The court heard the man went to gardaí with the allegations when his children reached the age he had been at the time of the alleged offending and he realised how young he had been at the time. He also became concerned that Ms McSherry O’Connor was still teaching children, the court heard.
He first told his girlfriend at the age of 19 that he had been abused by Ms McSherry O’Connor, which his then girlfriend gave evidence of at trial, the jury was told.
Bringing the jury through the evidence of the trial, Mr McCormack said that when giving the boy grinds in his house, Ms McSherry O’Connor discussed how certain music made her “horny” and started saying things of a sexual nature about boyfriends.
“The prosecution says that is a form of grooming of a child,” Mr McCormack said.
This was a 24-year-old student teacher and a 12-year-old child, the jury was told. “This isn’t a flighty teenager, this is a HDip student, someone in a position of responsibility,” prosecution counsel said.
Mr McCormack said the boy became “infatuated” with Ms McSherry O’Connor and was “drawn in”.
He said the complainant gave evidence of the sexual contact between him and his teacher both in Spain and in his home and that the memories of these alleged incidents were “burnt into his brain”. They included her rubbing her breasts against him at the swimming pool and giving him oral sex in her holiday apartment, the court heard.

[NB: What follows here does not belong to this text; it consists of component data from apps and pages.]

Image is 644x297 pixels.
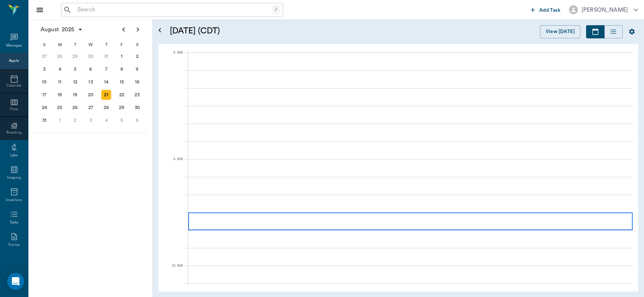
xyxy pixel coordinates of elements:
[75,5,272,15] input: Search
[272,5,280,15] div: /
[52,40,68,50] div: M
[540,26,580,38] button: View [DATE]
[132,51,142,62] div: Saturday, August 2, 2025
[99,40,114,50] div: T
[101,115,111,125] div: Thursday, September 4, 2025
[528,4,564,17] button: Add Task
[132,90,142,100] div: Saturday, August 23, 2025
[71,90,80,100] div: Tuesday, August 19, 2025
[132,64,142,74] div: Saturday, August 9, 2025
[71,77,80,87] div: Tuesday, August 12, 2025
[116,64,127,74] div: Friday, August 8, 2025
[86,115,96,125] div: Wednesday, September 3, 2025
[71,64,80,74] div: Tuesday, August 5, 2025
[6,197,22,203] div: Inventory
[132,115,142,125] div: Saturday, September 6, 2025
[169,26,356,36] h5: [DATE] (CDT)
[564,4,644,17] button: [PERSON_NAME]
[101,64,111,74] div: Thursday, August 7, 2025
[132,102,142,113] div: Saturday, August 30, 2025
[33,3,47,17] button: Close drawer
[164,49,183,67] div: 8 AM
[131,22,145,36] button: Next page
[101,77,111,87] div: Thursday, August 14, 2025
[36,40,52,50] div: S
[164,262,183,279] div: 10 AM
[55,102,64,113] div: Monday, August 25, 2025
[40,51,49,62] div: Sunday, July 27, 2025
[71,51,80,62] div: Tuesday, July 29, 2025
[86,77,96,87] div: Wednesday, August 13, 2025
[132,77,142,87] div: Saturday, August 16, 2025
[114,40,130,50] div: F
[164,155,183,174] div: 9 AM
[7,272,24,290] div: Open Intercom Messenger
[39,25,60,34] span: August
[86,90,96,100] div: Wednesday, August 20, 2025
[116,102,127,113] div: Friday, August 29, 2025
[40,115,49,125] div: Sunday, August 31, 2025
[7,175,21,181] div: Imaging
[86,51,96,62] div: Wednesday, July 30, 2025
[10,219,19,225] div: Tasks
[101,102,111,113] div: Thursday, August 28, 2025
[101,51,111,62] div: Thursday, July 31, 2025
[9,242,19,248] div: Forms
[68,40,83,50] div: T
[155,17,164,44] button: Open calendar
[55,51,64,62] div: Monday, July 28, 2025
[101,90,111,100] div: Today, Thursday, August 21, 2025
[40,102,49,113] div: Sunday, August 24, 2025
[116,115,127,125] div: Friday, September 5, 2025
[37,22,86,36] button: August2025
[55,90,64,100] div: Monday, August 18, 2025
[55,115,64,125] div: Monday, September 1, 2025
[11,152,18,158] div: Labs
[55,77,64,87] div: Monday, August 11, 2025
[116,22,131,36] button: Previous page
[40,90,49,100] div: Sunday, August 17, 2025
[130,40,145,50] div: S
[86,64,96,74] div: Wednesday, August 6, 2025
[40,77,49,87] div: Sunday, August 10, 2025
[40,64,49,74] div: Sunday, August 3, 2025
[86,102,96,113] div: Wednesday, August 27, 2025
[9,58,19,63] div: Appts
[71,115,80,125] div: Tuesday, September 2, 2025
[83,40,99,50] div: W
[116,90,127,100] div: Friday, August 22, 2025
[55,64,64,74] div: Monday, August 4, 2025
[116,51,127,62] div: Friday, August 1, 2025
[71,102,80,113] div: Tuesday, August 26, 2025
[581,5,628,14] div: [PERSON_NAME]
[116,77,127,87] div: Friday, August 15, 2025
[60,25,76,34] span: 2025
[6,43,22,48] div: Messages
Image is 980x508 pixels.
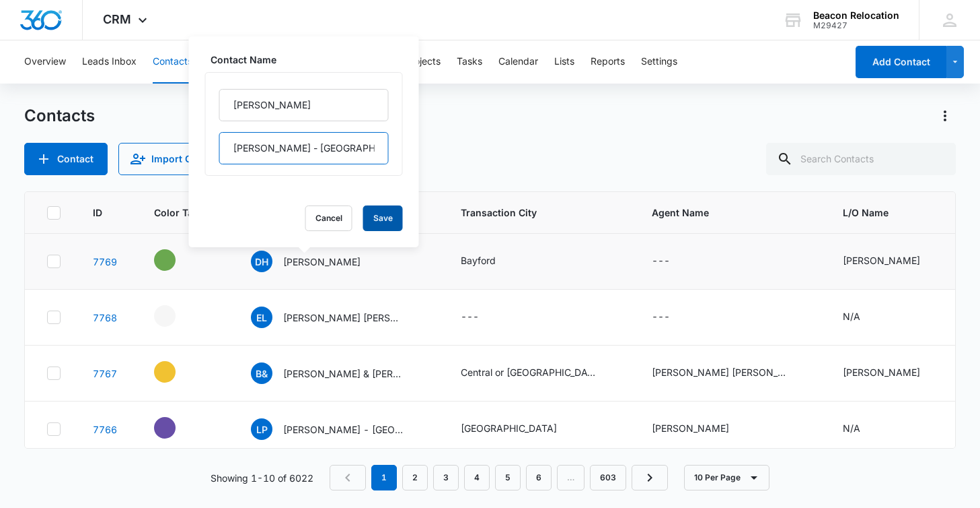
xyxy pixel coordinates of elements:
[814,21,900,30] div: account id
[219,89,389,121] input: First Name
[843,421,860,435] div: N/A
[82,41,137,83] button: Leads Inbox
[843,421,885,437] div: L/O Name - N/A - Select to Edit Field
[766,142,956,175] input: Search Contacts
[283,366,404,381] p: [PERSON_NAME] & [PERSON_NAME] - [GEOGRAPHIC_DATA]
[632,465,668,490] a: Next Page
[461,421,557,435] div: [GEOGRAPHIC_DATA]
[251,251,385,272] div: Contact Name - Darren Hart - Select to Edit Field
[402,465,428,490] a: Page 2
[154,249,200,271] div: - - Select to Edit Field
[93,205,102,220] span: ID
[461,309,479,326] div: ---
[843,365,920,379] div: [PERSON_NAME]
[843,309,860,324] div: N/A
[154,305,200,327] div: - - Select to Edit Field
[210,52,409,67] label: Contact Name
[405,41,441,83] button: Projects
[457,41,482,83] button: Tasks
[283,255,360,268] p: [PERSON_NAME]
[251,419,272,440] span: LP
[433,465,459,490] a: Page 3
[461,253,520,269] div: Transaction City - Bayford - Select to Edit Field
[652,421,754,437] div: Agent Name - Laurie Parker - Select to Edit Field
[93,368,117,379] a: Navigate to contact details page for Bill & Kathy Czerniakowski - WI
[652,309,695,326] div: Agent Name - - Select to Edit Field
[461,309,503,326] div: Transaction City - - Select to Edit Field
[24,41,66,83] button: Overview
[461,365,596,379] div: Central or [GEOGRAPHIC_DATA][US_STATE]. Still figuring that out.
[652,205,811,220] span: Agent Name
[305,205,353,231] button: Cancel
[935,105,956,127] button: Actions
[843,365,945,381] div: L/O Name - Heath Snider - Select to Edit Field
[103,12,131,26] span: CRM
[684,465,770,490] button: 10 Per Page
[843,205,945,220] span: L/O Name
[154,417,200,438] div: - - Select to Edit Field
[329,465,668,490] nav: Pagination
[93,423,117,435] a: Navigate to contact details page for Laurie Parker - Raleigh, NC
[461,205,620,220] span: Transaction City
[526,465,552,490] a: Page 6
[652,365,811,381] div: Agent Name - Eric Lois - Select to Edit Field
[93,312,117,324] a: Navigate to contact details page for Eric Lois
[24,106,95,126] h1: Contacts
[652,309,670,326] div: ---
[371,465,397,490] em: 1
[154,361,200,383] div: - - Select to Edit Field
[461,253,496,267] div: Bayford
[154,205,199,220] span: Color Tag
[652,253,695,269] div: Agent Name - - Select to Edit Field
[251,362,428,384] div: Contact Name - Bill & Kathy Czerniakowski - WI - Select to Edit Field
[652,365,787,379] div: [PERSON_NAME] [PERSON_NAME]
[843,309,885,326] div: L/O Name - N/A - Select to Edit Field
[814,10,900,21] div: account name
[461,421,581,437] div: Transaction City - Raleigh - Select to Edit Field
[219,132,389,165] input: Last Name
[652,421,730,435] div: [PERSON_NAME]
[251,306,428,328] div: Contact Name - Eric Lois - Select to Edit Field
[93,256,117,267] a: Navigate to contact details page for Darren Hart
[118,142,241,175] button: Import Contacts
[464,465,490,490] a: Page 4
[251,362,272,384] span: B&
[251,419,428,440] div: Contact Name - Laurie Parker - Raleigh, NC - Select to Edit Field
[24,142,108,175] button: Add Contact
[652,253,670,269] div: ---
[843,253,920,267] div: [PERSON_NAME]
[590,465,627,490] a: Page 603
[856,46,947,78] button: Add Contact
[210,471,314,485] p: Showing 1-10 of 6022
[283,310,404,325] p: [PERSON_NAME] [PERSON_NAME]
[495,465,521,490] a: Page 5
[363,205,403,231] button: Save
[591,41,625,83] button: Reports
[251,306,272,328] span: EL
[554,41,575,83] button: Lists
[641,41,677,83] button: Settings
[283,422,404,436] p: [PERSON_NAME] - [GEOGRAPHIC_DATA], [GEOGRAPHIC_DATA]
[251,251,272,272] span: DH
[499,41,538,83] button: Calendar
[843,253,945,269] div: L/O Name - Drew Peters - Select to Edit Field
[153,41,193,83] button: Contacts
[461,365,620,381] div: Transaction City - Central or Southern Wisconsin. Still figuring that out. - Select to Edit Field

“These are difficult things for a man in his fifties to say,” Mr McCormack said. “Why would he say these things?” He said despite a robust cross-examination from defence counsel, the man “did not waver” in his allegations.
Mr McCormack said the woman allowed the boy into her family home and “fostered this relationship”. He said her only explanation to the jury for this was that she “should have known better” and that he was being bullied and she felt he could tell her anything. “This was part of the grooming relationship,” Mr McCormack said.

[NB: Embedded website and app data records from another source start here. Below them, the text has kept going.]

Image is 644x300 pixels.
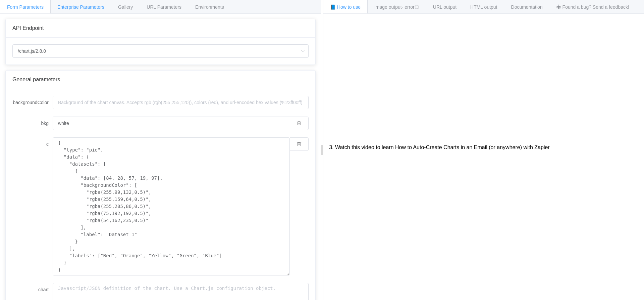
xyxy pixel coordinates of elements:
li: Watch this video to learn How to Auto-Create Charts in an Email (or anywhere) with Zapier [335,141,639,154]
span: Form Parameters [7,5,44,10]
span: - error [402,5,419,10]
span: Enterprise Parameters [57,5,105,10]
input: Background of the chart canvas. Accepts rgb (rgb(255,255,120)), colors (red), and url-encoded hex... [53,117,290,130]
span: Documentation [511,5,543,10]
span: Environments [195,5,224,10]
input: Background of the chart canvas. Accepts rgb (rgb(255,255,120)), colors (red), and url-encoded hex... [53,96,309,109]
span: API Endpoint [12,25,44,31]
span: Image output [374,5,419,10]
label: bkg [12,117,53,130]
label: chart [12,283,53,296]
span: HTML output [470,5,497,10]
label: c [12,137,53,151]
span: 🕷 Found a bug? Send a feedback! [556,5,629,10]
span: General parameters [12,77,60,82]
span: Gallery [118,5,133,10]
span: 📘 How to use [330,5,360,10]
span: URL Parameters [146,5,181,10]
input: Select [12,45,309,58]
label: backgroundColor [12,96,53,109]
span: URL output [433,5,456,10]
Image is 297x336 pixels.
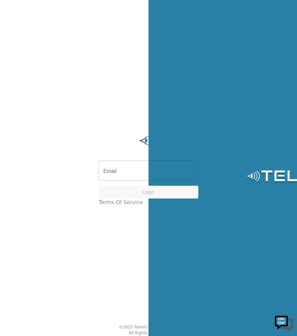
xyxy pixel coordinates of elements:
div: All Rights Reserved. [129,330,168,336]
a: Terms of Service [99,198,143,206]
img: Chat Widget [274,313,294,332]
div: © 2025 TeleVU Innovation Ltd. [119,324,178,330]
img: Logo [99,131,198,150]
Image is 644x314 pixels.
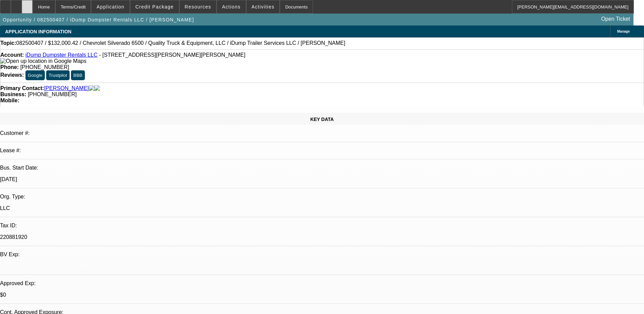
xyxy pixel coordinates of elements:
[1,40,16,46] strong: Topic:
[71,71,85,80] button: BBB
[1,97,19,104] strong: Mobile:
[135,4,174,10] span: Credit Package
[94,85,100,92] img: linkedin-icon.png
[99,52,246,58] span: - [STREET_ADDRESS][PERSON_NAME][PERSON_NAME]
[1,58,86,64] img: Open up location in Google Maps
[28,92,77,97] span: [PHONE_NUMBER]
[222,4,241,10] span: Actions
[599,13,633,25] a: Open Ticket
[1,64,19,70] strong: Phone:
[130,1,179,13] button: Credit Package
[89,85,94,92] img: facebook-icon.png
[1,92,26,97] strong: Business:
[92,1,130,13] button: Application
[44,85,89,92] a: [PERSON_NAME]
[3,17,194,22] span: Opportunity / 082500407 / iDump Dumpster Rentals LLC / [PERSON_NAME]
[1,72,24,78] strong: Reviews:
[20,64,69,70] span: [PHONE_NUMBER]
[247,1,280,13] button: Activities
[97,4,124,10] span: Application
[1,58,86,64] a: View Google Maps
[5,29,71,34] span: APPLICATION INFORMATION
[185,4,211,10] span: Resources
[310,117,334,122] span: KEY DATA
[1,85,44,92] strong: Primary Contact:
[180,1,217,13] button: Resources
[217,1,246,13] button: Actions
[46,71,69,80] button: Trustpilot
[1,52,24,58] strong: Account:
[26,71,45,80] button: Google
[617,30,630,34] span: Manage
[26,52,98,58] a: iDump Dumpster Rentals LLC
[252,4,275,10] span: Activities
[16,40,346,46] span: 082500407 / $132,000.42 / Chevrolet Silverado 6500 / Quality Truck & Equipment, LLC / iDump Trail...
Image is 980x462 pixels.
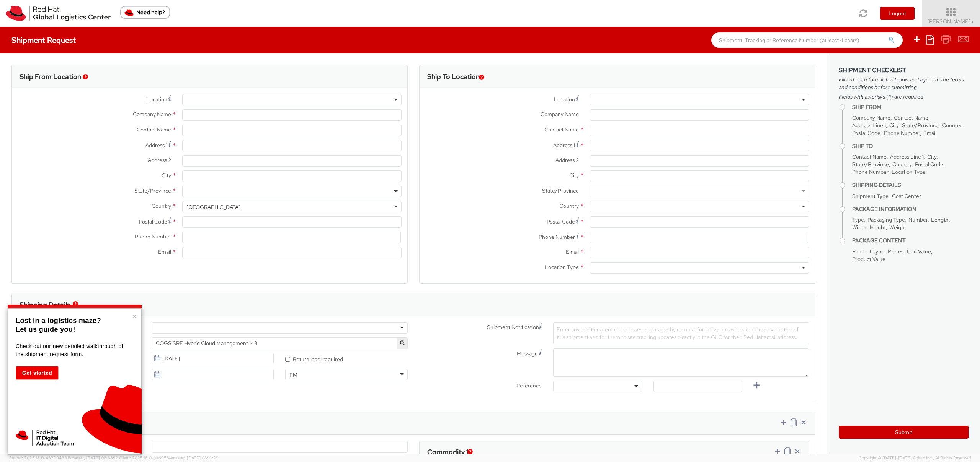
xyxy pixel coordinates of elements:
[915,161,944,168] span: Postal Code
[554,96,575,103] span: Location
[20,73,81,81] h3: Ship From Location
[133,111,171,118] span: Company Name
[540,111,579,118] span: Company Name
[852,238,969,243] h4: Package Content
[852,104,969,110] h4: Ship From
[545,126,579,133] span: Contact Name
[870,224,886,231] span: Height
[132,313,137,320] button: Close
[852,182,969,188] h4: Shipping Details
[902,122,938,129] span: State/Province
[517,350,538,357] span: Message
[931,216,949,223] span: Length
[859,455,971,462] span: Copyright © [DATE]-[DATE] Agistix Inc., All Rights Reserved
[15,326,76,333] strong: Let us guide you!
[146,96,167,103] span: Location
[890,153,924,160] span: Address Line 1
[428,448,468,456] h3: Commodity 1
[852,169,888,175] span: Phone Number
[135,233,171,240] span: Phone Number
[852,207,969,212] h4: Package Information
[852,143,969,149] h4: Ship To
[539,234,575,241] span: Phone Number
[428,73,479,81] h3: Ship To Location
[852,114,890,121] span: Company Name
[152,203,171,209] span: Country
[553,142,575,149] span: Address 1
[139,219,167,225] span: Postal Code
[289,371,298,379] div: PM
[148,157,171,164] span: Address 2
[852,122,886,129] span: Address Line 1
[187,203,240,211] div: [GEOGRAPHIC_DATA]
[487,324,539,331] span: Shipment Notification
[557,326,798,341] span: Enter any additional email addresses, separated by comma, for individuals who should receive noti...
[971,19,975,25] span: ▼
[137,126,171,133] span: Contact Name
[889,224,906,231] span: Weight
[559,203,579,209] span: Country
[161,172,171,179] span: City
[888,248,904,255] span: Pieces
[15,366,59,380] button: Get started
[880,7,915,19] button: Logout
[892,169,926,175] span: Location Type
[152,337,408,349] span: COGS SRE Hybrid Cloud Management 148
[889,122,899,129] span: City
[852,153,887,160] span: Contact Name
[545,264,579,270] span: Location Type
[15,342,132,359] p: Check out our new detailed walkthrough of the shipment request form.
[120,6,170,19] button: Need help?
[892,192,921,200] span: Cost Center
[839,426,969,439] button: Submit
[546,219,575,225] span: Postal Code
[15,317,101,325] strong: Lost in a logistics maze?
[839,75,969,91] span: Fill out each form listed below and agree to the terms and conditions before submitting
[884,130,920,136] span: Phone Number
[172,455,219,461] span: master, [DATE] 08:10:29
[923,130,937,136] span: Email
[893,161,911,168] span: Country
[852,161,889,168] span: State/Province
[711,32,903,47] input: Shipment, Tracking or Reference Number (at least 4 chars)
[156,340,404,347] span: COGS SRE Hybrid Cloud Management 148
[867,216,905,223] span: Packaging Type
[839,93,969,101] span: Fields with asterisks (*) are required
[285,354,344,364] label: Return label required
[119,455,219,461] span: Client: 2025.18.0-0e69584
[6,6,110,21] img: rh-logistics-00dfa346123c4ec078e1.svg
[556,157,579,164] span: Address 2
[852,216,864,223] span: Type
[927,18,975,25] span: [PERSON_NAME]
[852,224,866,231] span: Width
[134,187,171,194] span: State/Province
[852,192,888,200] span: Shipment Type
[145,142,167,149] span: Address 1
[9,455,118,461] span: Server: 2025.18.0-4329943ff18
[12,36,76,44] h4: Shipment Request
[158,248,171,255] span: Email
[71,455,118,461] span: master, [DATE] 08:38:12
[927,153,937,160] span: City
[907,248,931,255] span: Unit Value
[285,357,290,362] input: Return label required
[20,302,70,309] h3: Shipping Details
[852,256,886,263] span: Product Value
[839,67,969,74] h3: Shipment Checklist
[894,114,928,121] span: Contact Name
[569,172,579,179] span: City
[542,187,579,194] span: State/Province
[852,248,884,255] span: Product Type
[566,248,579,255] span: Email
[909,216,927,223] span: Number
[517,382,541,389] span: Reference
[852,130,881,136] span: Postal Code
[942,122,961,129] span: Country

“There’s something not right there,” Mr McCormack said. “ ... Constantly having him in her house with her family, going on holidays, continuing to go [to his house] after the holidays. Something is not right and why is something not right?

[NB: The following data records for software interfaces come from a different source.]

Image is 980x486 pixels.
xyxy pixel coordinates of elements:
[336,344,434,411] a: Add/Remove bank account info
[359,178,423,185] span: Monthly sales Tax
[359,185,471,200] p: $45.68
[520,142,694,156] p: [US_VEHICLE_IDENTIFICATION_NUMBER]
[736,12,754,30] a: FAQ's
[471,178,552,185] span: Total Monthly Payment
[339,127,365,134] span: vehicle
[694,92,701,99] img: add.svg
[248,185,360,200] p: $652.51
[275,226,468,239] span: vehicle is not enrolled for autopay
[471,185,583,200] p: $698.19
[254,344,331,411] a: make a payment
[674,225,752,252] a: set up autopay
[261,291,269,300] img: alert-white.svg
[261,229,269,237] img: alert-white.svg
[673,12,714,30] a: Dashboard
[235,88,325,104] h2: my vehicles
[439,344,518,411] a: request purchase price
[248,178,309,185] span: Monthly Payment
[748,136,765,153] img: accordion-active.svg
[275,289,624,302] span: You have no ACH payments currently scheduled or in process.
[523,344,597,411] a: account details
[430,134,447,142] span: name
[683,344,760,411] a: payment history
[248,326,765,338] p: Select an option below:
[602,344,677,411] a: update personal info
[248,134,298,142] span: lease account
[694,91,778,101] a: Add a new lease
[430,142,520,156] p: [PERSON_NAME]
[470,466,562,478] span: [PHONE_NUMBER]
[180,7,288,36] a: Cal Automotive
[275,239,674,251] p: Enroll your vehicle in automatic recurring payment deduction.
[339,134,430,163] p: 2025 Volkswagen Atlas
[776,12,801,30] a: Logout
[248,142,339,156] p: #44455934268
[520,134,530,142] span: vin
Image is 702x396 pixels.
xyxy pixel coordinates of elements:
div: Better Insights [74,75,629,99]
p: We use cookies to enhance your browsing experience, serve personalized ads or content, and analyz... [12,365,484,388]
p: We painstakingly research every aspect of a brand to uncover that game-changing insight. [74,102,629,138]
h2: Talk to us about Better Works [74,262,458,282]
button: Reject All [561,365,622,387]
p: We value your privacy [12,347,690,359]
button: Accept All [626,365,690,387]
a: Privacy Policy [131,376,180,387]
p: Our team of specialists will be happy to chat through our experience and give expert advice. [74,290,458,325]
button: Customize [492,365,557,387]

“Because [the complainant] is telling you the truth. This is a true, accurate and consistent version of events and I’m suggesting you can return verdicts of guilt on both charges before the court, and you can do so with a clear conscience.”
In his closing speech to the jury, Patrick McGrath, defending, submitted that there were huge inconsistencies which he said “fundamentally call into question the reliability and perhaps the truthfulness of the complainant”.
“You’re not here to condemn people because they perhaps become too close to a student or go on a cheap holiday with a boy who had a crush,” he said.
He told the jury it could not decide the case based on why the complainant would make up the allegations. “That fundamentally subverts the trial process,” he said. Instead, he said the jury must approach the case “scientifically and coldly”.
Mr McGrath told the jury Ms McSherry O’Connor was “a person who has been a teacher for a long, long time” in which nothing of this kind had been alleged against her.
He said she has been married for a long time and is a productive member of society. He told the jury she had done everything “humanly possible” to meet the allegations against her.
Mr McGrath put it to the jury that Ms McSherry O’Connor had made an “emphatic denial” to gardaí, including saying: “Oh my God, no way, no, no, no, no, no, no” when asked if she performed oral sex on the boy.
Defence counsel also submitted it was not feasible that she brought the boy to the Teachers’ Club and gave him alcohol, as the trial heard.
“This is a case where danger lurks,” Mr McGrath said. “There is a real risk in a case of this kind, where a woman in her sixties is asked questions by the guards and accepts that what she did wasn’t appropriate, accepts maybe she was too close [to a student].”
He urged the jury not to “allow prejudice, sympathy, all of that to overturn the process and reach a conclusion unfavourable to Ms McSherry O’Connor”.
He said the jury could not be satisfied that the prosecution has proven its case beyond reasonable doubt and he urged it to return verdicts of not guilty on both counts.
The jury will resume its deliberations on Wednesday.